Biomedical engineers have developed a technique for using digital images and 3-D printers to make customized implantable devices that blanket the unique contours of an individual heart with embedded sensors.

The team behind the technology, which published preliminary findings in Nature Communications, believes it could forever transform how medical professionals predict and treat cardiac disorders such as atrial fibrillation.

“Each heart is a different shape, and current devices are one-size-fits-all and don’t at all conform to the geometry of a patient’s heart,” said Igor Efimov, PhD, the Lucy & Stanley Lopata Distinguished Professor of Biomedical Engineering at Washington University in St. Louis, in a news release that accompanied publication of the study results.

“With this application, we image the patient’s heart through MRI or CT scan, then computationally extract the image to build a 3-D model that we can print on a 3-D printer. We then mold the shape of the membrane that will constitute the base of the device deployed on the surface of the heart.”

The 3-D elastic membrane is made of a soft, flexible, silicon material printed not only to match the outer layer of each patient’s heart but also to expand and contract with each heartbeat, all while exerting only minimal force on the tissue.

The printers stud each of these membranes with sensors designed to monitor any number of things: temperature, mechanical strain, and pH in experiments but eventually more. Indeed, Efimov believes that technology developed by one of his colleagues will soon allow the printers to make a sensor that measures troponin, a protein expressed in heart cells that often signals a heart attack.

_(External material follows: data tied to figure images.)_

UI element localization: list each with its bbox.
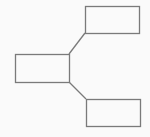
diagram-nodes (16, 7, 141, 127)
connector-lines (69, 33, 86, 99)
left-box (16, 55, 70, 83)
top-right-box (86, 7, 140, 34)
tree-diagram (0, 0, 150, 137)
connector-left-box-to-bottom-right-box (69, 82, 86, 99)
bottom-right-box (87, 100, 141, 127)
connector-left-box-to-top-right-box (69, 33, 85, 54)
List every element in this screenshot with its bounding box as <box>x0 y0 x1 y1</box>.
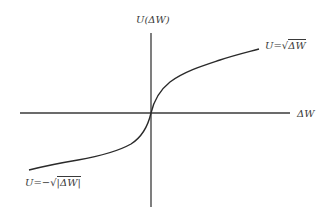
y-axis-label: U(ΔW) <box>136 15 170 25</box>
lower-lhs: U=− <box>25 177 50 188</box>
lower-curve-label: U=−√|ΔW| <box>25 178 81 188</box>
upper-curve-label: U=√ΔW <box>265 41 306 51</box>
upper-lhs: U= <box>265 40 282 51</box>
upper-arg: ΔW <box>288 39 306 51</box>
curve-negative-sqrt <box>29 113 151 170</box>
curve-positive-sqrt <box>151 49 259 113</box>
lower-arg: |ΔW| <box>57 176 81 188</box>
sqrt-symbol-lower: √|ΔW| <box>50 178 81 188</box>
x-axis-label: ΔW <box>297 109 315 119</box>
sqrt-symbol-upper: √ΔW <box>282 41 306 51</box>
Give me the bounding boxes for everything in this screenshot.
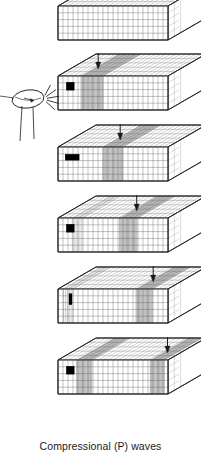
impact-line-4 [46, 102, 55, 110]
particle-marker [66, 82, 74, 90]
hammer-group [0, 85, 59, 141]
block-right-face [168, 0, 201, 40]
block-frame-5 [58, 266, 201, 323]
block-frame-6 [58, 337, 201, 394]
impact-line-3 [47, 100, 59, 103]
block-frame-3 [58, 124, 201, 181]
figure-caption: Compressional (P) waves [0, 440, 201, 452]
particle-marker [66, 366, 74, 374]
particle-marker [65, 154, 79, 160]
hammer-handle-right [33, 107, 34, 139]
block-frame-4 [58, 195, 201, 252]
particle-marker [69, 294, 72, 305]
impact-line-2 [47, 96, 59, 98]
hammer-handle-left [20, 106, 22, 141]
hammer-guide-line [0, 96, 14, 98]
p-wave-propagation-figure [0, 0, 201, 455]
block-frame-1 [58, 0, 201, 40]
p-wave-diagram-svg [0, 0, 201, 455]
particle-marker [66, 224, 74, 232]
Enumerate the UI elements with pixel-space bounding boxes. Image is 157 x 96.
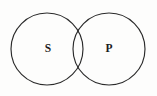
predicate-circle-label: P: [105, 42, 112, 54]
venn-diagram: S P: [0, 0, 157, 96]
venn-diagram-canvas: S P: [0, 0, 157, 96]
subject-circle-label: S: [45, 42, 52, 54]
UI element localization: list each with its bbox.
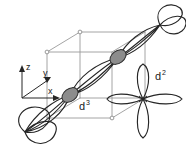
- axis-label-z: z: [26, 62, 31, 72]
- d2-label-base: d: [155, 70, 161, 82]
- cube-vertex-marker: [78, 30, 82, 34]
- d3-label-superscript: 3: [86, 99, 90, 106]
- orbital-overlap-figure: z y x d 3 d 2: [0, 0, 186, 147]
- axis-label-y: y: [43, 68, 48, 78]
- cube-vertex-marker: [110, 116, 114, 120]
- cube-vertex-marker: [45, 50, 49, 54]
- d2-label-superscript: 2: [162, 69, 166, 76]
- axis-label-x: x: [48, 86, 53, 96]
- d3-label-base: d: [79, 100, 85, 112]
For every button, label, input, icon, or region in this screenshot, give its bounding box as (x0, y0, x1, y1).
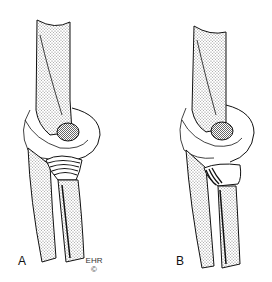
copyright-symbol: © (80, 265, 108, 274)
signature-initials: EHR (80, 256, 108, 265)
artist-signature: EHR © (80, 256, 108, 274)
panel-label-a: A (18, 254, 26, 268)
illustration-svg (0, 0, 272, 282)
elbow-anatomy-figure: A B EHR © (0, 0, 272, 282)
panel-a-drawing (23, 20, 100, 262)
panel-label-b: B (176, 254, 184, 268)
panel-b-drawing (180, 26, 254, 268)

The mass of sensors would provide a far more comprehensive picture of heart health than current 2-D sensors, which require sutures or adhesives to maintain contact with the heart and, even then, only provide data from a small number of points.

For patients with arrhythmia, the scan-and-print technology has an added benefit; the printers should also be able to create membranes that go inside the human heart, each covered with embedded devices that deliver shocks of electricity.

“Currently, medical devices to treat heart rhythm diseases are essentially based on two electrodes inserted through the veins and deployed inside the chambers,” says Efimov, also a professor of radiology and of cell biology and physiology at the School of Medicine.

“Contact with the tissue is only at one or two points, and it is at a very low resolution. What we want to create is an approach that will allow you to have numerous points of contact and to correct the problem with high-definition diagnostics and high-definition therapy.”

The experiments written up in the paper used explanted Langendorff-perfused rabbit hearts, but the authors of the paper, who hailed from more than half a dozen universities around the world, believe they have demonstrated “routes for integrating active electronic materials and sensors in 3-D, organ-specific designs, with potential utility in both biomedical research and clinical applications.”

Those routes include both membranes designed to fit outside and inside human hearts as well as similar membranes designed to fit around or inside other organs.